What you need to know about the value of customer relationships

During our grassroots strategy workshops, one of the exercises is to brainstorm a list of things that create (or could create) customer value.  Frequently, one of our participants mentions ‘relationships.’  You probably hear this in other contexts as well: “our value is our customer relationship.”  In our line of work, certain phrases trigger responses that are instinctive, almost Pavlovian – and for me, this has become one of them.  We have heard this so many times and it is almost always incomplete or inaccurate.  And worse, it can become something your organization hides behind rather than searching more broadly for customer value.

Let’s be clear – we are not anti-relationship.  Having strong relationships with your customers is a good thing and is a primary objective of a good sales force – it will help you get repeat business, help you learn about new opportunities ahead of competitors and in many businesses, it may get you ‘last look,’ that chance to match a competitor’s price and steal the business at the last minute.  All of these can contribute to a healthier and more profitable business, but while they produce value for you, they are not (directly) value to the customer.

When we talk about customer value in Business to Business (B2B) marketing, it must be something that you do uniquely well, that contributes to the customer’s bottom line.  Value means that you can translate a benefit, for example, ‘durability,’ into currency: “yes, ours is priced higher up front, but it lasts twice as long so in the long run it is worth it.” Customer relationships, as usually defined, fail both parts of this test.  Customer relationships are usually defined around individuals, so that your ‘relationship’ with a customer lasts only as long as the individuals stay in their roles at both your company and theirs.  Secondly, it is extremely difficult to translate customer relationship into quantifiable value for the customer.

In our experience, the most notable exception is when the customer is buying something that is hard to define or complicated – at the extreme, the customer may not even understand what they are actually getting – an example might be a large scale IT project.  Here, relationships can be critical because it dramatically limits the risk to the customer if they are dealing with a known provider with a track record for fixing problems and making things work even when the original scope or terms were unclear.  Contrast this with a fully specified purchase – if the customer is buying a known service through an RFP process, or ordering standard parts that they buy frequently, the value of a relationship to them is probably close to zero.

One of our clients sold aerospace components and was convinced that their engineer-to-engineer relationships, fostered by their proximity to their largest customer were a real differentiator.  No doubt they had some good relationships, and maybe even some genuine friendships between their salespeople and the customer’s engineers. But when the customer changed their buying philosophy to a more purchasing-led approach, the engineers no longer had a voice in the final buying decision and the ‘value’ of our client’s relationships evaporated overnight as they were forced to compete on a level playing field to be ‘global best source’ (usually interpreted as lowest price that met the spec.) in each category.

In summary, relationships are great – and if you are in sales, that is your primary job: to develop great relationships with your customers to make sure we get called early and often on every potential opportunity.  But if you are thinking strategically about your market and your offerings, relationships are rarely enough.  Relying on ‘relationships’ alone, without understanding what that really means from the customers’ perspective, can cause you to overlook potentially more sustainable sources of differentiation and value.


**Exercise:** Hunt for the word "period" across the entries below, copying each line that holds it.
· · ·
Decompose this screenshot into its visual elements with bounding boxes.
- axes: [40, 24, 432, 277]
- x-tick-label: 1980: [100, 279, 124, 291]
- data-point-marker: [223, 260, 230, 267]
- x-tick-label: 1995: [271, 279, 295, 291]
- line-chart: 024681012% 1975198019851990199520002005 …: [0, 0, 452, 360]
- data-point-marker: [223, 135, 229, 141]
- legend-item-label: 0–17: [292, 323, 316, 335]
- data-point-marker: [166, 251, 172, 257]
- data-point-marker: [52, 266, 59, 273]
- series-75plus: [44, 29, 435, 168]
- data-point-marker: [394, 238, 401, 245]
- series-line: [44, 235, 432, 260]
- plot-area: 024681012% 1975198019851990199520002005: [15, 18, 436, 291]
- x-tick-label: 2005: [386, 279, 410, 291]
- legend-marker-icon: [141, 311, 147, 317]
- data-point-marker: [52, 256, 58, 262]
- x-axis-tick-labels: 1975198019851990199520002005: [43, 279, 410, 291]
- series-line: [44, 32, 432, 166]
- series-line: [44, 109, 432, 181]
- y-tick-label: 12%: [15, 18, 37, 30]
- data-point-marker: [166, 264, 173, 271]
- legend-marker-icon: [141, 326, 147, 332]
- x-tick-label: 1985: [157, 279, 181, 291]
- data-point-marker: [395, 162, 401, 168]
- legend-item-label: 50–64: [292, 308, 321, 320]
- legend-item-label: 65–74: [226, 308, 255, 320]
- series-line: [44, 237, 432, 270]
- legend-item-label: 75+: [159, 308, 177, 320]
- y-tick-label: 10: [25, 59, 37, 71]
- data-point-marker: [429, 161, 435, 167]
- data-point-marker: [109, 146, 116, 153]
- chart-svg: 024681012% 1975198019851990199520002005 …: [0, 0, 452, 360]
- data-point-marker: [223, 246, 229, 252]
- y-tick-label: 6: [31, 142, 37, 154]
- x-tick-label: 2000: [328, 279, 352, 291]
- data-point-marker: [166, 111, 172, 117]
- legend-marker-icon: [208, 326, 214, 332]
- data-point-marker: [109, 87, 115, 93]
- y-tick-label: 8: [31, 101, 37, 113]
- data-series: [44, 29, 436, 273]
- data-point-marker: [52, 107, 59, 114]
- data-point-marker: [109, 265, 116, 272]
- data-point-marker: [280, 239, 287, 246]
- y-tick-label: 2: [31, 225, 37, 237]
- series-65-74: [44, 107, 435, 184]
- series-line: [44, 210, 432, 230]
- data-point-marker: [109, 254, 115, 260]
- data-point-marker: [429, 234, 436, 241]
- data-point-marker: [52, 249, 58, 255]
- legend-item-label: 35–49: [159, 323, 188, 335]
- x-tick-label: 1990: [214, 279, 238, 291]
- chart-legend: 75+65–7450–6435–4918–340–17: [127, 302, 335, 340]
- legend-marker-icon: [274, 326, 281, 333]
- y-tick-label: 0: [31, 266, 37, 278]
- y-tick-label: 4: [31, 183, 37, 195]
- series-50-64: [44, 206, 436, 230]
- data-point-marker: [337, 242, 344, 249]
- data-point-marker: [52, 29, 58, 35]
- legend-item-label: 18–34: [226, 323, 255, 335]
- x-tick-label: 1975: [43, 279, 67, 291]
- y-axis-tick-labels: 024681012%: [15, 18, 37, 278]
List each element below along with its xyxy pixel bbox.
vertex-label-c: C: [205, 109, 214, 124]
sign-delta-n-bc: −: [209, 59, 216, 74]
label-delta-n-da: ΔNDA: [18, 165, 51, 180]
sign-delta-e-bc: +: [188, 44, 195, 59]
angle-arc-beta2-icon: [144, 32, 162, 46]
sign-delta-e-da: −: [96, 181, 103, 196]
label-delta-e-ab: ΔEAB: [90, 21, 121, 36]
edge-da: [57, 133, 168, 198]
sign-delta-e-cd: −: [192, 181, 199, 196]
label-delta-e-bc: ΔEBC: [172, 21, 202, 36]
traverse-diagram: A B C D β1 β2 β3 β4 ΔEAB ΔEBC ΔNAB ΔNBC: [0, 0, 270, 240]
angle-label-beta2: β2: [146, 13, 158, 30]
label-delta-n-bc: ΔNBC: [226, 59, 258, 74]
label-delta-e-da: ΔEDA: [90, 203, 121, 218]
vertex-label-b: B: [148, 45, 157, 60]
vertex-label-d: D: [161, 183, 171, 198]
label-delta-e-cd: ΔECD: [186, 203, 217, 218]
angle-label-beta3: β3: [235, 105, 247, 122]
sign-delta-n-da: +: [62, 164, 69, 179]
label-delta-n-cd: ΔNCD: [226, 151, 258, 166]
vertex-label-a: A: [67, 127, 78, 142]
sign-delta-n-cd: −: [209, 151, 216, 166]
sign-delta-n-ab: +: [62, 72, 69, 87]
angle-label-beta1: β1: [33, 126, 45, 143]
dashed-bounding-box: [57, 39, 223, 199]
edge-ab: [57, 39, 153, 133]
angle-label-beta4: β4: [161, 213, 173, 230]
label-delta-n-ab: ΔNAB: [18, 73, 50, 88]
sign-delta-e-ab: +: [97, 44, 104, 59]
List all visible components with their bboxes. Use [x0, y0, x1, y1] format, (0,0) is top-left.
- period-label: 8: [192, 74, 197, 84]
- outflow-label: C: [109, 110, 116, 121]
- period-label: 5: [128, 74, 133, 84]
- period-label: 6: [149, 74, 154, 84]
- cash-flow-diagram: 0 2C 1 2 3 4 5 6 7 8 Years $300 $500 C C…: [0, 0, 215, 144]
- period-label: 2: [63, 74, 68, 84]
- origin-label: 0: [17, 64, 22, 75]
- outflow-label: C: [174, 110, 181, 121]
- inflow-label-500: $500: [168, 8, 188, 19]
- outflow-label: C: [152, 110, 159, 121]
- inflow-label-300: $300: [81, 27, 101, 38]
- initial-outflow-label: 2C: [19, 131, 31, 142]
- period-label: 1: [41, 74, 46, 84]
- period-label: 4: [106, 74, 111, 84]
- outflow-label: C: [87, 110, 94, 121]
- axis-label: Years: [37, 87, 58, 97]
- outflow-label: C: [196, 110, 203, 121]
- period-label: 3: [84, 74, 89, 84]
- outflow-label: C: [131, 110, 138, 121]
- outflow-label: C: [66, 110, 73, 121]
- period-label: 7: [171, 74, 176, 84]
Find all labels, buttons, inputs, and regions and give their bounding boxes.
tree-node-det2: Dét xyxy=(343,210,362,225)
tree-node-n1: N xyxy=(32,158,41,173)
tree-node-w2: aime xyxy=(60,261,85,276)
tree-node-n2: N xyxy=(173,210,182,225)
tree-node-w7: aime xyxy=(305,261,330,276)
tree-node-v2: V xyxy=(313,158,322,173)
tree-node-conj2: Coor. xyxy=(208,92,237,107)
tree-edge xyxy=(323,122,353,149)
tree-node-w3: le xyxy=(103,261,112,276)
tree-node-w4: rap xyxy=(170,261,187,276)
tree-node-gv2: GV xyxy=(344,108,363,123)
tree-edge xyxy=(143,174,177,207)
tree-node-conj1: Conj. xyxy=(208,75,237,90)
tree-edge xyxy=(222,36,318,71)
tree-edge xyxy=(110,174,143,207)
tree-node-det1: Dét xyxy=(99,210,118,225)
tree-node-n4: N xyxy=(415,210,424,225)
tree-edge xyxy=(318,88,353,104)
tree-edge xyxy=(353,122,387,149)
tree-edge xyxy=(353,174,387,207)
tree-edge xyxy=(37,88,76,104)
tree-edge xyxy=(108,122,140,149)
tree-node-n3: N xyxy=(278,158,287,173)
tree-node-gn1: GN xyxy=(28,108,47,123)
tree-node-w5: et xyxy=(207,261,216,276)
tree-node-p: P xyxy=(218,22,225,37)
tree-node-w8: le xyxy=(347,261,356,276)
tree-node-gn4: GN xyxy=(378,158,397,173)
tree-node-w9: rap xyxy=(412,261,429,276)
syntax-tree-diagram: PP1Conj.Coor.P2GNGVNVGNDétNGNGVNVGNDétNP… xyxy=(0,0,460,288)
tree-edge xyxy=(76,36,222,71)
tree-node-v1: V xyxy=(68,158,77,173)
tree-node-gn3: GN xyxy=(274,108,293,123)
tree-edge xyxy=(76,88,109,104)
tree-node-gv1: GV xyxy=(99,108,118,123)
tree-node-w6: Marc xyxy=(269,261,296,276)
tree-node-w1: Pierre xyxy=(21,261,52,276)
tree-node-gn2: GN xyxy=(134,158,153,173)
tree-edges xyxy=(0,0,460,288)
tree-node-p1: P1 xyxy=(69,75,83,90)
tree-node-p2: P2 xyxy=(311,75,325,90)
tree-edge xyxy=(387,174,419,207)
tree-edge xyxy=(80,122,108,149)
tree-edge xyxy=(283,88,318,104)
· · ·
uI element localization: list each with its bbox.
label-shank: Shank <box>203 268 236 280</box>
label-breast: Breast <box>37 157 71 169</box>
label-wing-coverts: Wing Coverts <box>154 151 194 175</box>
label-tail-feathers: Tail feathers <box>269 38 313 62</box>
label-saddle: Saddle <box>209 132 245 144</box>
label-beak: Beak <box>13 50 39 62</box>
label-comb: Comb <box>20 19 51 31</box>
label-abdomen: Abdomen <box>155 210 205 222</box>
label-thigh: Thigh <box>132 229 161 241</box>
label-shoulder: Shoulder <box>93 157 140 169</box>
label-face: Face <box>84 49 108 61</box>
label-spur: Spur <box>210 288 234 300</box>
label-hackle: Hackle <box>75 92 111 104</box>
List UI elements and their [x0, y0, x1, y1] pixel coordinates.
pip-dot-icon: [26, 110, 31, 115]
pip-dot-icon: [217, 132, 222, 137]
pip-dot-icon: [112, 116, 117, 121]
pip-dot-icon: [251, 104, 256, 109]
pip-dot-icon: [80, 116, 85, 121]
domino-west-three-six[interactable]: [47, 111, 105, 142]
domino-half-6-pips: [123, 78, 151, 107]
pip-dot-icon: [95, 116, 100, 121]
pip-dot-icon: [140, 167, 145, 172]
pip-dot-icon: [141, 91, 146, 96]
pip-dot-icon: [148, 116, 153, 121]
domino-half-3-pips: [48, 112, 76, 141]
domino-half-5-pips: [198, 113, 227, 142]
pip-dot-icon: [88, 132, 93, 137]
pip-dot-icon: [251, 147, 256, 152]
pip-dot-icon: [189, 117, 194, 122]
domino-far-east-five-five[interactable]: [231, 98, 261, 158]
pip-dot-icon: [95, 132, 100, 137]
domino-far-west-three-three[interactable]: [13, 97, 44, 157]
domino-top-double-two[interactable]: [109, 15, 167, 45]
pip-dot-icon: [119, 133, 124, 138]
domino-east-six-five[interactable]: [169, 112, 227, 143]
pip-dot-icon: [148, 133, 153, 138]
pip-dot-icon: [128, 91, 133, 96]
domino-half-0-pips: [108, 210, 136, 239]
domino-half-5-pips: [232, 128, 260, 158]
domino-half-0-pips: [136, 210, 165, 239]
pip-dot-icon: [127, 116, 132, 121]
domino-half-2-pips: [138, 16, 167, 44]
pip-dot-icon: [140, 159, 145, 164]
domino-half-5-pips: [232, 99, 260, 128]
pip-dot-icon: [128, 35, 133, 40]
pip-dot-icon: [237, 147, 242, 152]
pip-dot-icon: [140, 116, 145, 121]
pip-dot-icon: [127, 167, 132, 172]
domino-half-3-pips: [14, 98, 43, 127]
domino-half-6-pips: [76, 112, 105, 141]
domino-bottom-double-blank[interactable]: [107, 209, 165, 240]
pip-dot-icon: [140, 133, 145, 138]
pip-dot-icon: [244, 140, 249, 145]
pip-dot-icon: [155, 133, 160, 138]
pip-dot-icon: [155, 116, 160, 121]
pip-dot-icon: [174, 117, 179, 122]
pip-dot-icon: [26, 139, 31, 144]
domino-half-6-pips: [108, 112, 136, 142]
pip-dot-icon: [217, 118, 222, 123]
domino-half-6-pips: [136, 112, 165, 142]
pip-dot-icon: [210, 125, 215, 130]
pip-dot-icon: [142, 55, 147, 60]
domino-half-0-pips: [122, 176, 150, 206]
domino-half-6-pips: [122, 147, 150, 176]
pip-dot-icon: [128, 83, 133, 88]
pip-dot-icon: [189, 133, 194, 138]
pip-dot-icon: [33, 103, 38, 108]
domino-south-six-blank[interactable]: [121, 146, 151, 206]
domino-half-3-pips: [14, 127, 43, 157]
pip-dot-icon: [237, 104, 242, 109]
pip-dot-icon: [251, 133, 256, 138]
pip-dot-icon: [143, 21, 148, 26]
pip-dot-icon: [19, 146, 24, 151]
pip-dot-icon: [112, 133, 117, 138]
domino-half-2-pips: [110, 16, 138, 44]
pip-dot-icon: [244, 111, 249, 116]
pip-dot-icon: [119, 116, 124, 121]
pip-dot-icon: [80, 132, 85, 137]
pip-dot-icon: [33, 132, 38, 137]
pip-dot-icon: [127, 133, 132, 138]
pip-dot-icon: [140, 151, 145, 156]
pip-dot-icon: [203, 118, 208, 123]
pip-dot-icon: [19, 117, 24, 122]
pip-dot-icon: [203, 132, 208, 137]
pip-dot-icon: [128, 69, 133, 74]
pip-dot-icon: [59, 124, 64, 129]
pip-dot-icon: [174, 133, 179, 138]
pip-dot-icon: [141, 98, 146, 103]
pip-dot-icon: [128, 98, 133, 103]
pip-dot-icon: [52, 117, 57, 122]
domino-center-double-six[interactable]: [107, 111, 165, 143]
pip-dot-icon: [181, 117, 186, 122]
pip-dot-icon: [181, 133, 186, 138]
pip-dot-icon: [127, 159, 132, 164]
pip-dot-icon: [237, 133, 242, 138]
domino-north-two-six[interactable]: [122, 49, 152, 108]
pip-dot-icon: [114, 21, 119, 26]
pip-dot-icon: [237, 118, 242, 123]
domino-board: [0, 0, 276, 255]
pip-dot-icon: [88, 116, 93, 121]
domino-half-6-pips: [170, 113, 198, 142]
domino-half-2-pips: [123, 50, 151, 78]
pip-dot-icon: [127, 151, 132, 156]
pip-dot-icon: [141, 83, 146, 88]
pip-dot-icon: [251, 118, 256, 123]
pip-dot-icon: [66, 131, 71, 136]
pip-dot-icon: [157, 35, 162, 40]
· · ·
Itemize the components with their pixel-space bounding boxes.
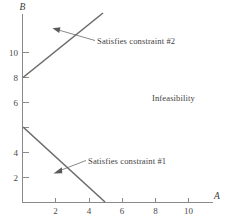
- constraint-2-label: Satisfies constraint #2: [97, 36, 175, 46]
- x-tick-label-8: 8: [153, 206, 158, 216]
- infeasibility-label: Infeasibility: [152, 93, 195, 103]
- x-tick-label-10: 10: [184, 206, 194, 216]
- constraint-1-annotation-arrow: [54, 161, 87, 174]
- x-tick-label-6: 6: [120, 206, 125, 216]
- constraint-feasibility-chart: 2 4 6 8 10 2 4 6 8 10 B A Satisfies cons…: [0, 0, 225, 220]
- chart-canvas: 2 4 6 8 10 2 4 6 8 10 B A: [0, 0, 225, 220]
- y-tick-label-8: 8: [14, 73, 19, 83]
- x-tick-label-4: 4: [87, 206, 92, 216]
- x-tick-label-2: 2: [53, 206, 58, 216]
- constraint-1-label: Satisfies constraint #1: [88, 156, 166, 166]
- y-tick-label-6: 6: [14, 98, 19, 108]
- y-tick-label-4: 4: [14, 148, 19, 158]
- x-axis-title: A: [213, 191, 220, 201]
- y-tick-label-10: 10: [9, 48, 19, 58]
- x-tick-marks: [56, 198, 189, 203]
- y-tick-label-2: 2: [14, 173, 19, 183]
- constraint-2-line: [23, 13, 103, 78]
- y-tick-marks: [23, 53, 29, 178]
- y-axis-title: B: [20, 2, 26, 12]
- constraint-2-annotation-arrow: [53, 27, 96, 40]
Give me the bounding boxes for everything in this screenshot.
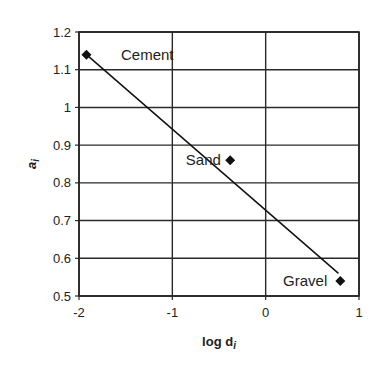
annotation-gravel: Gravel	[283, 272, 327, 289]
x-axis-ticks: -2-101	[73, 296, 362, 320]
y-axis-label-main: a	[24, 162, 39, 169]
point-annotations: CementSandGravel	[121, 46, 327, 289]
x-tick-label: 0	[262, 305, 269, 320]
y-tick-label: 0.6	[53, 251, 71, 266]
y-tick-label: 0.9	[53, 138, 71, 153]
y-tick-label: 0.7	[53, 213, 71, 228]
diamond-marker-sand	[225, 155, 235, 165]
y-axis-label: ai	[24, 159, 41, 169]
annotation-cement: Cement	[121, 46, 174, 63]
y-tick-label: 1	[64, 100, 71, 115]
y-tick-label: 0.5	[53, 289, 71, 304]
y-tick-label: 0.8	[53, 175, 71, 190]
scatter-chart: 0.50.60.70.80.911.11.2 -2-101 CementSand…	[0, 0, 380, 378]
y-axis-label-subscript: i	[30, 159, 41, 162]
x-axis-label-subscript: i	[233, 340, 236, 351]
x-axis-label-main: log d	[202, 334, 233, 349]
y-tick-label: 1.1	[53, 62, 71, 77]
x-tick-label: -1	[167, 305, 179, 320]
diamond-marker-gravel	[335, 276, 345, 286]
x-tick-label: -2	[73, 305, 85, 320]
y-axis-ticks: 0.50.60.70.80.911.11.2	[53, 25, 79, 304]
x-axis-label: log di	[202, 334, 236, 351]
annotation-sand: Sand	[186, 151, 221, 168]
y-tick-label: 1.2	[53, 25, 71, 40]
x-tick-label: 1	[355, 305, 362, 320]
· · ·
**Written response:**
- period-label: 8: [192, 74, 197, 84]
- period-label: 5: [128, 74, 133, 84]
- period-label: 6: [149, 74, 154, 84]
- period-label: 2: [63, 74, 68, 84]
- period-label: 1: [41, 74, 46, 84]
- period-label: 4: [106, 74, 111, 84]
- period-label: 3: [84, 74, 89, 84]
- period-label: 7: [171, 74, 176, 84]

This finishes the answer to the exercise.